Turkish authorities have over the past week ordered the detention of 84 people including lawyers, teachers, active duty and dismissed police officers and former cadets due to alleged links to the Gülen movement, according to reports by Turkish media.
The İstanbul Chief Public Prosecutor’s Office on Tuesday issued detention warrants for 15 lawyers over alleged links to the movement. Police conducted operations across nine provinces to detain the suspects.
The same office in a separate investigation on Wednesday ordered the detention of 19 people including teachers and active duty and dismissed police officers. Detention warrants for 17 former police officers were also issued on Wednesday over alleged Gülen links by the Gaziantep Chief Public Prosecutor’s Office in southeastern Turkey.
Turkish President Recep Tayyip Erdoğan has been targeting followers of the Gülen movement, inspired by US-based Turkish Muslim cleric Fethullah Gülen, since the corruption investigations of December 17-25, 2013, which implicated then-Prime Minister Erdoğan, his family members, and his inner circle.
Dismissing the investigations as a Gülenist coup and conspiracy against his government, Erdoğan designated the movement as a terrorist organization and began to target its members. He intensified the crackdown on the movement following an abortive putsch on July 15, 2016 that he accused Gülen of masterminding. Gülen and the movement strongly deny involvement in the coup attempt or any terrorist activity.
Turkish police today detained 19 former police academy students as part of an İstanbul-based operation due to their alleged links to the movement after prosecutors issued detention warrants for 33 of them.

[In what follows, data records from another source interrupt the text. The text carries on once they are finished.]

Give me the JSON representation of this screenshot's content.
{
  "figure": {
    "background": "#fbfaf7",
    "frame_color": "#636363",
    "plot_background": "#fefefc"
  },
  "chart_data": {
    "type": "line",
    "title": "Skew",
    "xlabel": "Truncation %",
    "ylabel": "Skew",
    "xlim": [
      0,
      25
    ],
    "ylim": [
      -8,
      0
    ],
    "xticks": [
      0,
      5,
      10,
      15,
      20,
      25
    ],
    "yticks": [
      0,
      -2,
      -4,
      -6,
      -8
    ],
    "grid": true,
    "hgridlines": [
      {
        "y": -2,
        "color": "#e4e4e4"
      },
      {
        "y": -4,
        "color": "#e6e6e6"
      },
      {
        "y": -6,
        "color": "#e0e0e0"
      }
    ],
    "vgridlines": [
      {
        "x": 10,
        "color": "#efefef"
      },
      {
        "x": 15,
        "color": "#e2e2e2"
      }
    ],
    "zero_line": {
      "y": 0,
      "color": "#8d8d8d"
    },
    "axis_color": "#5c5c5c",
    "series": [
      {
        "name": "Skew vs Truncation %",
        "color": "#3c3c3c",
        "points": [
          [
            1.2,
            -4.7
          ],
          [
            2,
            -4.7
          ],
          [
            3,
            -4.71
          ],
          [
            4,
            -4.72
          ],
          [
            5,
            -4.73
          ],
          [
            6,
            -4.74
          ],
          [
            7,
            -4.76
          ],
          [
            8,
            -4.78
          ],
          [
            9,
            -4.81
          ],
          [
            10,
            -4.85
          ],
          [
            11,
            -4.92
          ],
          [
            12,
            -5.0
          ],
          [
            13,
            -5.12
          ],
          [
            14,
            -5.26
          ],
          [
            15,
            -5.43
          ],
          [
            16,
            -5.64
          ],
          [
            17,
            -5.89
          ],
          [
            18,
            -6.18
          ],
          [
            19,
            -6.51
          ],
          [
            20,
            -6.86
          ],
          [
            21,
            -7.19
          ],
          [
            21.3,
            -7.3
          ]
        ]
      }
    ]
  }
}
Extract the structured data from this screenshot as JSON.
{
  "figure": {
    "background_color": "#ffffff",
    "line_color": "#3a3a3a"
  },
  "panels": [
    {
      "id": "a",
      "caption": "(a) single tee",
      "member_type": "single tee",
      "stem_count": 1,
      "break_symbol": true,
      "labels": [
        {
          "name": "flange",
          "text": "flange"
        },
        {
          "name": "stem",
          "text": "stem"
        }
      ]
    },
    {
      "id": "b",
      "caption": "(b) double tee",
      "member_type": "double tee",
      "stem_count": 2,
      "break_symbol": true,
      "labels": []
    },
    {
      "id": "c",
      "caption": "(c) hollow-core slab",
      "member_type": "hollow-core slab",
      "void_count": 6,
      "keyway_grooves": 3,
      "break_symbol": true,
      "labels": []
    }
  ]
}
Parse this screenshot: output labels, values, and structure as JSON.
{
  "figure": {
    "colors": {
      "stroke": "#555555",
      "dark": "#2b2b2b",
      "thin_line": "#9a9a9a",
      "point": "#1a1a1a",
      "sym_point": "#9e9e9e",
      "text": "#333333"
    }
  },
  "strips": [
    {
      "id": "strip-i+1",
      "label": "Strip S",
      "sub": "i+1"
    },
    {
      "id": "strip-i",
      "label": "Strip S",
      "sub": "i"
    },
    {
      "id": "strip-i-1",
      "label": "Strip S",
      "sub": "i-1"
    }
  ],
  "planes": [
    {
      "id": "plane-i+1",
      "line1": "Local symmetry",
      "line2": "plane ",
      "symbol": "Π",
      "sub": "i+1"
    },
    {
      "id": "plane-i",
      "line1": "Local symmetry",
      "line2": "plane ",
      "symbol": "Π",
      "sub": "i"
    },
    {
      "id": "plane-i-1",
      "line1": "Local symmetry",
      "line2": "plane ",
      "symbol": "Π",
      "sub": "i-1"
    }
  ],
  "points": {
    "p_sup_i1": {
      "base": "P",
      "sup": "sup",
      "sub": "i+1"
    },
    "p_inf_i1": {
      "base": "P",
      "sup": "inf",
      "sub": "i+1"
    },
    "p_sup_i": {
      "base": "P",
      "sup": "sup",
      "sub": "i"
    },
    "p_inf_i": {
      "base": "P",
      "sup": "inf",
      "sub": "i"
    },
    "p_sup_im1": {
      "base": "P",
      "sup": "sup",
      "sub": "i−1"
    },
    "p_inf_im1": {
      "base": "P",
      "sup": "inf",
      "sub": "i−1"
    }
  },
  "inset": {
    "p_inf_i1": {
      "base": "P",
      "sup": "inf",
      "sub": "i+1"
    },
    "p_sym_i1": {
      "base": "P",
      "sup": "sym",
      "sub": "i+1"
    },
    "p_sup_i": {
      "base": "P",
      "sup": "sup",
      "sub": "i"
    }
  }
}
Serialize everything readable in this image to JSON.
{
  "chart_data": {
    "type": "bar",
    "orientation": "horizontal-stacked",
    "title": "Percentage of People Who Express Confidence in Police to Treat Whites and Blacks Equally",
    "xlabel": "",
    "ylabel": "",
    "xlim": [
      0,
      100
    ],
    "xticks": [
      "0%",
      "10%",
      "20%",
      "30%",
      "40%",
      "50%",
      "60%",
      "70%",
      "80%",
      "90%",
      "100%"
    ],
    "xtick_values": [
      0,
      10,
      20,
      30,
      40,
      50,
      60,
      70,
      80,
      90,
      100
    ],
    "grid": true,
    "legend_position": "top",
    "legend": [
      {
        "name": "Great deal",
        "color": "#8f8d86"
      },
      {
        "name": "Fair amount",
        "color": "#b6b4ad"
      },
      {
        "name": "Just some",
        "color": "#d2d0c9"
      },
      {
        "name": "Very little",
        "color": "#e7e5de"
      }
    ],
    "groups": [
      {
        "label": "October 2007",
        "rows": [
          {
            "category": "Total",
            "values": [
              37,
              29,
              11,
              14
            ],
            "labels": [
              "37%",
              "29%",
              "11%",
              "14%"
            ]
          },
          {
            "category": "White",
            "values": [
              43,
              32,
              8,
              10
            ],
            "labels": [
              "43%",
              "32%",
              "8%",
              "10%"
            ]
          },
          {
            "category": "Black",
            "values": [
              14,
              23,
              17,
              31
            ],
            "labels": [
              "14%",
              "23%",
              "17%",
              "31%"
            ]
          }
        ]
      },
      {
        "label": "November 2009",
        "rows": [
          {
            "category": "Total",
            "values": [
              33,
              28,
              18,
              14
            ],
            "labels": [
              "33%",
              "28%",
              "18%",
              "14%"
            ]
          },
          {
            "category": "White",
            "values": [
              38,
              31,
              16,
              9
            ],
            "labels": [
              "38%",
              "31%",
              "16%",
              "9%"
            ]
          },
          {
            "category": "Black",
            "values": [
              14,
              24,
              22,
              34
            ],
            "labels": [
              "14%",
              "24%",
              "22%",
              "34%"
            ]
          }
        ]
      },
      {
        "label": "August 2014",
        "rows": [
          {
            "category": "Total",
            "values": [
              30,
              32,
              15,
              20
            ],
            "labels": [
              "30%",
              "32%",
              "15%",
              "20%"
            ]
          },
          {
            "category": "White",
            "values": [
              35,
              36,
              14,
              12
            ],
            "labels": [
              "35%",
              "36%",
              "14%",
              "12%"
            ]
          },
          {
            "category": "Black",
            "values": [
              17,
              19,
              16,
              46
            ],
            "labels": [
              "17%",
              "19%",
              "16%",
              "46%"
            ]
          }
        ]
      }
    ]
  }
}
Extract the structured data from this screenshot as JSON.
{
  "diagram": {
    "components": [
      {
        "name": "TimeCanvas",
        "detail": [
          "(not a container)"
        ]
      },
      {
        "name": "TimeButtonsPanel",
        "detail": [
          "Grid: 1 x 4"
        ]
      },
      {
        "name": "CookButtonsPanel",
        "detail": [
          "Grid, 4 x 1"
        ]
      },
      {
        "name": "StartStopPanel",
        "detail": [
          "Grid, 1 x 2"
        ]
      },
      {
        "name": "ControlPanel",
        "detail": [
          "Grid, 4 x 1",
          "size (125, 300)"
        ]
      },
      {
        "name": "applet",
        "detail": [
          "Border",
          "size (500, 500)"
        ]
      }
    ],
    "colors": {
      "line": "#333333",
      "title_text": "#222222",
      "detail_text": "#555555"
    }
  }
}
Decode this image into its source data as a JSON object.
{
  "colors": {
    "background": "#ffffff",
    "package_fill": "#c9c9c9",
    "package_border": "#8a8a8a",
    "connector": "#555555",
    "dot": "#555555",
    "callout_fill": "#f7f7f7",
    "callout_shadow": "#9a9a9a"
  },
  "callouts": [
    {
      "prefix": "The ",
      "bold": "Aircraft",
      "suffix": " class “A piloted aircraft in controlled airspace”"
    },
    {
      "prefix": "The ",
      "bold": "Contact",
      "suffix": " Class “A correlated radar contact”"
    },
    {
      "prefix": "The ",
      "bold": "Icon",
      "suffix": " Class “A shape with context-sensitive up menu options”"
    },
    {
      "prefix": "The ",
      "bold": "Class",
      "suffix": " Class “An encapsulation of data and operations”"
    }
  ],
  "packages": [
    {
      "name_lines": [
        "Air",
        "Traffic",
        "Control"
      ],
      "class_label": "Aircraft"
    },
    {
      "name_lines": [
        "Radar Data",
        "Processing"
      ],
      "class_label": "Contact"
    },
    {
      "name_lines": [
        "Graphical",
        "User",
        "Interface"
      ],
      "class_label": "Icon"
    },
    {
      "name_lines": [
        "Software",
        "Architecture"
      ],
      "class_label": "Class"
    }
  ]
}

Turkish Interior Minister Süleyman Soylu said on February 20 that a total of 622,646 people have been the subject of investigation and 301,932 have been detained, while 96,000 others have been jailed due to alleged links to the Gülen movement since the failed coup. The minister said there are currently 25,467 people in Turkey’s prisons who were jailed on alleged links to the movement.
The government also removed more than 130,000 civil servants from their jobs on alleged Gülen links following the coup attempt.
In addition to the thousands who were jailed, scores of other Gülen movement followers had to flee Turkey to avoid the government crackdown.